Metropolitan News-Enterprise

 

Monday, October 26, 2015

 

Page 1

 

Man in ‘Haunted’ Attraction Assumed Risk—C.A.

 

By KENNETH OFGANG, Staff Writer

 

A man who fell while running away from an actor who “attacked” him while he was attending a Halloween attraction in San Diego’s Balboa Park assumed the risk of injury, the Fourth District Court of Appeal ruled Friday.

Div. One affirmed the judgment in favor of The Haunted Hotel, Inc., which operates four such attractions in San Diego County, including Balboa Park’s “Haunted Trail.”

Justice Gilbert Nares, in an unpublished opinion, said:

“The Haunted Trail features actors in ghoulish costumes who frighten, startle and sometimes chase patrons amid loud noises and flashing strobe lights in a one mile loop….Patrons follow a narrow trail in the natural park setting, passing from one horror set to the next, each telling a different gruesome story.  Along the way, actors jump out of dark spaces or spring from around corners, often inches away from patrons, holding bloody prop knives, axes or other weapons, or a severed body part.”

‘Carrie’ Effect

The plaintiff, Scott Griffin, is suing for injuries sustained in running after being subjected to the so-called “Carrie” effect. As in the movie of the same name, the experience appears to have come to an end, but the operator has in fact thrown one last scare into the mix.

At what appears to be the end of the attraction, there is a fence with an opening.

“When patrons have walked through the opening in the fence, they regroup on the park access road, thinking the attraction is over,” Nares explained. “But this is a fake exit. The access road is controlled by Haunted Hotel. A chainsaw-wielding actor with a gas powered chainsaw suddenly appears, starts the chainsaw, and charges at the patrons—providing a final scare. Although the chain has been removed from the chainsaw, it ‘still has the whole sound, the whole smell of a chain saw, and that’s what gives the effect of—people think it’s a real chain saw.’  During this last encounter, patrons are most prone to run away, with the actor giving chase.”

Warnings regarding the nature of the attraction are printed on the tickets, and appear on the attraction’s website—from which Griffin purchased his ticket—and in its other advertising. The defendant noted that over 250,000 patrons have attended the event in its 14 years of operation, and said 10 to 15 had fallen while running away from the final scare, with no other reported injuries.

Other ‘Scary’ Attractions

Griffin said he had previously been unfamiliar with the attraction, but chose to attend because some friends were planning to do so. He said he had attended other Halloween attractions, including Knott’s “Scary” Farm and possibly Universal Studios “Fright Night.”

The attraction was fun, he said, until after he exited, believing it was “clear that we were done with the experience.” As he and his friends giggled and laughed, he said, someone “came at me with” a chainsaw.

He said he “started running away because it felt unsafe with his chainsaw because h was pointing it at me.”

With the man “literally running after” him, he testified, he was “fearful for my safety big time” and continued running until he fell down and injured his wrist.

A representative of the attraction testified that the purpose of the attraction is to “scare the hell out of them as much as you possibly can” without hurting anyone. Griffin “was never in harm,” he said.

While Griffin said he told the man to stop, the defendant’s representative said the actors never chase someone who tells them to stop because it’s “not fun” if the person isn’t running away.

San Diego Superior Court Judge Katherine A. Bacal granted The Haunted Hotel’s motion for summary judgment, agreeing with the defendant that Nalwa v. Cedar Fair, L.P. (2012) 55 Cal.4th. 1148, extending the primary assumption of risk doctrine to similar attractions, controlled.

Case Not Distinguishable

Rejecting the plaintiff’s argument that his case was distinguishable because the “Carrie” scare occurred outside the attraction, Bacal noted that “all the activities took place on and within defendant’s boundaries, although plaintiff was unaware of that fact.”

She added that there is no requirement that the plaintiff be subjectively aware of the extent of the risk for the doctrine to apply, and said Griffin “was still within the scary experience he purchased” and had assumed the inherent risk that he might become so frightened he would run away.

“[W]ho would want to go to a haunted house that is not scary?,” the judge wrote.

The appellate panel agreed, rejecting the plaintiff’s claim that a jury question existed as to whether the defendant’s employees conduct expanded the risk beyond that inherent in the activity.

Whether the defendant has expanded the risk is  an aspect of the defendant’s duty and thus an issue of law, Nares explained.   

“The risk inherent in the Haunted Trail’s Carrie effect ending—that a patron would be lulled into a false sense of safety by a fake exit, and then be confronted with an extreme scare event that would cause the person to flee (and fall while fleeing)—is exactly the risk Griffin experienced,” the justice concluded.

The case is Griffin v. The Haunted Hotel, Inc., D066715.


PROBLEM TO WORK ON
Make an exact copy of every record that follows.

===== TASK MATERIAL =====

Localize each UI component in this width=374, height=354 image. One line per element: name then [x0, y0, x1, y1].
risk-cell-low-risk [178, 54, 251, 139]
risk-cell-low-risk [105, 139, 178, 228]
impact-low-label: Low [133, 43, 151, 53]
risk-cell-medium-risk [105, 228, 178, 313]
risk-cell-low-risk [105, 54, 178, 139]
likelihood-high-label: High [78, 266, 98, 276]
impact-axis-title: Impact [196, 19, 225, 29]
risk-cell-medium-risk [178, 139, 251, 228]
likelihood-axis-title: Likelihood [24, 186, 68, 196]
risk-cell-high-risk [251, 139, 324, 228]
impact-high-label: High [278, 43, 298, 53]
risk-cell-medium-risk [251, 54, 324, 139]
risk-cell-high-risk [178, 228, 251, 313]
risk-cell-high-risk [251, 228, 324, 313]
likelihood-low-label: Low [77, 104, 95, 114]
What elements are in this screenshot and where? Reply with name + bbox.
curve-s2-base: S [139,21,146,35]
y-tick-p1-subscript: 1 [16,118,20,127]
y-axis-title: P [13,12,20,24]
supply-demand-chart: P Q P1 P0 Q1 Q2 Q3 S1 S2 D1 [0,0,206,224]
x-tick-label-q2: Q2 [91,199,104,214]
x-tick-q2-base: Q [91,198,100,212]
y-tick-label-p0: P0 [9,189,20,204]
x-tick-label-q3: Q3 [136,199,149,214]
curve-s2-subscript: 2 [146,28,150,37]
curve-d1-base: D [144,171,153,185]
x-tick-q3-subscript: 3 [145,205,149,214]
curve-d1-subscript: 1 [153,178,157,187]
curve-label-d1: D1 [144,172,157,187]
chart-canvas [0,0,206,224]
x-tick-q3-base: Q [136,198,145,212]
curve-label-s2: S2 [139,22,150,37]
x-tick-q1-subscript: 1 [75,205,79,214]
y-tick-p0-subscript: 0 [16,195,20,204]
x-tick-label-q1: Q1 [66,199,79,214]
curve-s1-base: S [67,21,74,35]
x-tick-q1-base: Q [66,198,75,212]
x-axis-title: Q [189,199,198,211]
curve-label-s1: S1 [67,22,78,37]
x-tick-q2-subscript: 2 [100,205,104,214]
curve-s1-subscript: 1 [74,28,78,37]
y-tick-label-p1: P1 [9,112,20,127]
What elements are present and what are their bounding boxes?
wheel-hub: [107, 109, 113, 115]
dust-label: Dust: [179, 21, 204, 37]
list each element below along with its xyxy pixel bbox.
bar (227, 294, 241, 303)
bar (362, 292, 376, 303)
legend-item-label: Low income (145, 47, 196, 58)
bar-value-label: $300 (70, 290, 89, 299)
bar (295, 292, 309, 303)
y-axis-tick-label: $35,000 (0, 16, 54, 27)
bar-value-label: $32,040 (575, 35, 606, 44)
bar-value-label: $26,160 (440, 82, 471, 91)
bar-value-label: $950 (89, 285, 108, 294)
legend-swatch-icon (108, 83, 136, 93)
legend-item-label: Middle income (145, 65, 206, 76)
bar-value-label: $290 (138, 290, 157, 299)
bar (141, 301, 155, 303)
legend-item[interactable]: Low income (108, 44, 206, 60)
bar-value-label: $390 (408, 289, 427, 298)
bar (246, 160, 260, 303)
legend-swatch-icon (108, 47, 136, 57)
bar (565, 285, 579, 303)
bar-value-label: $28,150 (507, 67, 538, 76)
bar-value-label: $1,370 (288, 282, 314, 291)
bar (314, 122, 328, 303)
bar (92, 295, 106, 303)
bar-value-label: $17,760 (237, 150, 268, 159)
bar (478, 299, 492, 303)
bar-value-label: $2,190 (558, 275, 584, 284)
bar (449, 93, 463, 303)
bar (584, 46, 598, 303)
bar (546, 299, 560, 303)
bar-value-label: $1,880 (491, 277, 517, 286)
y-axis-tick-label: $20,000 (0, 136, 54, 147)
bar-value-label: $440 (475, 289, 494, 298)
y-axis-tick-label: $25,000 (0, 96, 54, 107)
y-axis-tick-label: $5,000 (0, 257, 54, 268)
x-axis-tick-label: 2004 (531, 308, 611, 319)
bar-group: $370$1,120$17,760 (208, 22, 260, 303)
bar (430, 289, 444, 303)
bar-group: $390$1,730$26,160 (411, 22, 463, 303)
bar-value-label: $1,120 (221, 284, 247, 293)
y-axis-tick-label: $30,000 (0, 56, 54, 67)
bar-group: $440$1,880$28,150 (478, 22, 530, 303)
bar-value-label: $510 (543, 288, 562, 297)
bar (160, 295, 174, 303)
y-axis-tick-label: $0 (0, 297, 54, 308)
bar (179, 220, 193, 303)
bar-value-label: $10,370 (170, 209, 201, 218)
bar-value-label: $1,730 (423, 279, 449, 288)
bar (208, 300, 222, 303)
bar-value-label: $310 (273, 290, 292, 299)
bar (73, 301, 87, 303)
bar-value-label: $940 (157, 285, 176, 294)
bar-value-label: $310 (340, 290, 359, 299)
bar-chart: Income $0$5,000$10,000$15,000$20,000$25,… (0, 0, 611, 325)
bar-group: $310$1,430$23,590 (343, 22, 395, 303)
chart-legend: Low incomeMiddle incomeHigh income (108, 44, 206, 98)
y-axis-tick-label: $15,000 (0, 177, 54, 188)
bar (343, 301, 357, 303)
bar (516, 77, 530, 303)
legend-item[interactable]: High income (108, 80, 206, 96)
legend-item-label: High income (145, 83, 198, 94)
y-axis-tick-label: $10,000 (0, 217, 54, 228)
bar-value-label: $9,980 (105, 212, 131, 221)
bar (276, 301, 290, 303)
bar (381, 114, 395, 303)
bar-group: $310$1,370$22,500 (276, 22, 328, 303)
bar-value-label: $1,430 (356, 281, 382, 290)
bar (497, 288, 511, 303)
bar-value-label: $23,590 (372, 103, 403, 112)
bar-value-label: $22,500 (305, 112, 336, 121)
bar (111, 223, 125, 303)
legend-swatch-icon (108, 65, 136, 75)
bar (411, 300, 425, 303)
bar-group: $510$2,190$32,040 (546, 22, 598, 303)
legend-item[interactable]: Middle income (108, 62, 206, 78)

=====

EXERCISE SOLUTION
Localize each UI component in this width=374, height=354 image. One line per element: name then [x0, y0, x1, y1].
risk-cell-low-risk [178, 54, 251, 139]
risk-cell-low-risk [105, 139, 178, 228]
impact-low-label: Low [133, 43, 151, 53]
risk-cell-medium-risk [105, 228, 178, 313]
risk-cell-low-risk [105, 54, 178, 139]
likelihood-high-label: High [78, 266, 98, 276]
impact-axis-title: Impact [196, 19, 225, 29]
risk-cell-medium-risk [178, 139, 251, 228]
likelihood-axis-title: Likelihood [24, 186, 68, 196]
risk-cell-high-risk [251, 139, 324, 228]
impact-high-label: High [278, 43, 298, 53]
risk-cell-medium-risk [251, 54, 324, 139]
risk-cell-high-risk [178, 228, 251, 313]
risk-cell-high-risk [251, 228, 324, 313]
likelihood-low-label: Low [77, 104, 95, 114]
What elements are in this screenshot and where? Reply with name + bbox.
curve-s2-base: S [139,21,146,35]
y-tick-p1-subscript: 1 [16,118,20,127]
y-axis-title: P [13,12,20,24]
supply-demand-chart: P Q P1 P0 Q1 Q2 Q3 S1 S2 D1 [0,0,206,224]
x-tick-label-q2: Q2 [91,199,104,214]
x-tick-q2-base: Q [91,198,100,212]
y-tick-label-p0: P0 [9,189,20,204]
x-tick-label-q3: Q3 [136,199,149,214]
curve-s2-subscript: 2 [146,28,150,37]
curve-d1-base: D [144,171,153,185]
x-tick-q3-subscript: 3 [145,205,149,214]
curve-d1-subscript: 1 [153,178,157,187]
curve-label-d1: D1 [144,172,157,187]
chart-canvas [0,0,206,224]
x-tick-q3-base: Q [136,198,145,212]
curve-label-s2: S2 [139,22,150,37]
x-tick-q1-subscript: 1 [75,205,79,214]
y-tick-p0-subscript: 0 [16,195,20,204]
x-tick-label-q1: Q1 [66,199,79,214]
curve-s1-base: S [67,21,74,35]
x-tick-q1-base: Q [66,198,75,212]
x-axis-title: Q [189,199,198,211]
curve-label-s1: S1 [67,22,78,37]
x-tick-q2-subscript: 2 [100,205,104,214]
curve-s1-subscript: 1 [74,28,78,37]
y-tick-label-p1: P1 [9,112,20,127]
What elements are present and what are their bounding boxes?
wheel-hub: [107, 109, 113, 115]
dust-label: Dust: [179, 21, 204, 37]
list each element below along with its xyxy pixel bbox.
bar (227, 294, 241, 303)
bar (362, 292, 376, 303)
legend-item-label: Low income (145, 47, 196, 58)
bar-value-label: $300 (70, 290, 89, 299)
bar (295, 292, 309, 303)
y-axis-tick-label: $35,000 (0, 16, 54, 27)
bar-value-label: $32,040 (575, 35, 606, 44)
bar-value-label: $26,160 (440, 82, 471, 91)
bar-value-label: $950 (89, 285, 108, 294)
legend-swatch-icon (108, 83, 136, 93)
legend-item-label: Middle income (145, 65, 206, 76)
bar-value-label: $290 (138, 290, 157, 299)
bar (141, 301, 155, 303)
legend-item[interactable]: Low income (108, 44, 206, 60)
bar-value-label: $390 (408, 289, 427, 298)
bar (246, 160, 260, 303)
legend-swatch-icon (108, 47, 136, 57)
bar (565, 285, 579, 303)
bar-value-label: $28,150 (507, 67, 538, 76)
bar-value-label: $1,370 (288, 282, 314, 291)
bar (314, 122, 328, 303)
bar (92, 295, 106, 303)
bar-value-label: $17,760 (237, 150, 268, 159)
bar (478, 299, 492, 303)
bar-value-label: $2,190 (558, 275, 584, 284)
bar (449, 93, 463, 303)
bar (584, 46, 598, 303)
bar (546, 299, 560, 303)
bar-value-label: $1,880 (491, 277, 517, 286)
y-axis-tick-label: $20,000 (0, 136, 54, 147)
bar-value-label: $440 (475, 289, 494, 298)
y-axis-tick-label: $25,000 (0, 96, 54, 107)
y-axis-tick-label: $5,000 (0, 257, 54, 268)
x-axis-tick-label: 2004 (531, 308, 611, 319)
bar-group: $370$1,120$17,760 (208, 22, 260, 303)
bar (430, 289, 444, 303)
bar-group: $390$1,730$26,160 (411, 22, 463, 303)
bar-value-label: $1,120 (221, 284, 247, 293)
y-axis-tick-label: $30,000 (0, 56, 54, 67)
bar-group: $440$1,880$28,150 (478, 22, 530, 303)
bar-value-label: $510 (543, 288, 562, 297)
bar (160, 295, 174, 303)
y-axis-tick-label: $0 (0, 297, 54, 308)
bar (179, 220, 193, 303)
bar-value-label: $10,370 (170, 209, 201, 218)
bar-value-label: $1,730 (423, 279, 449, 288)
bar (208, 300, 222, 303)
bar-value-label: $310 (273, 290, 292, 299)
bar (73, 301, 87, 303)
bar-value-label: $940 (157, 285, 176, 294)
bar-value-label: $310 (340, 290, 359, 299)
bar-chart: Income $0$5,000$10,000$15,000$20,000$25,… (0, 0, 611, 325)
bar-group: $310$1,430$23,590 (343, 22, 395, 303)
chart-legend: Low incomeMiddle incomeHigh income (108, 44, 206, 98)
y-axis-tick-label: $15,000 (0, 177, 54, 188)
bar (343, 301, 357, 303)
bar (516, 77, 530, 303)
legend-item[interactable]: High income (108, 80, 206, 96)
legend-item-label: High income (145, 83, 198, 94)
y-axis-tick-label: $10,000 (0, 217, 54, 228)
bar-value-label: $9,980 (105, 212, 131, 221)
bar (276, 301, 290, 303)
bar (381, 114, 395, 303)
bar-group: $310$1,370$22,500 (276, 22, 328, 303)
bar-value-label: $1,430 (356, 281, 382, 290)
bar (497, 288, 511, 303)
bar-value-label: $23,590 (372, 103, 403, 112)
bar-value-label: $22,500 (305, 112, 336, 121)
bar (111, 223, 125, 303)
legend-swatch-icon (108, 65, 136, 75)
bar (411, 300, 425, 303)
bar-group: $510$2,190$32,040 (546, 22, 598, 303)
legend-item[interactable]: Middle income (108, 62, 206, 78)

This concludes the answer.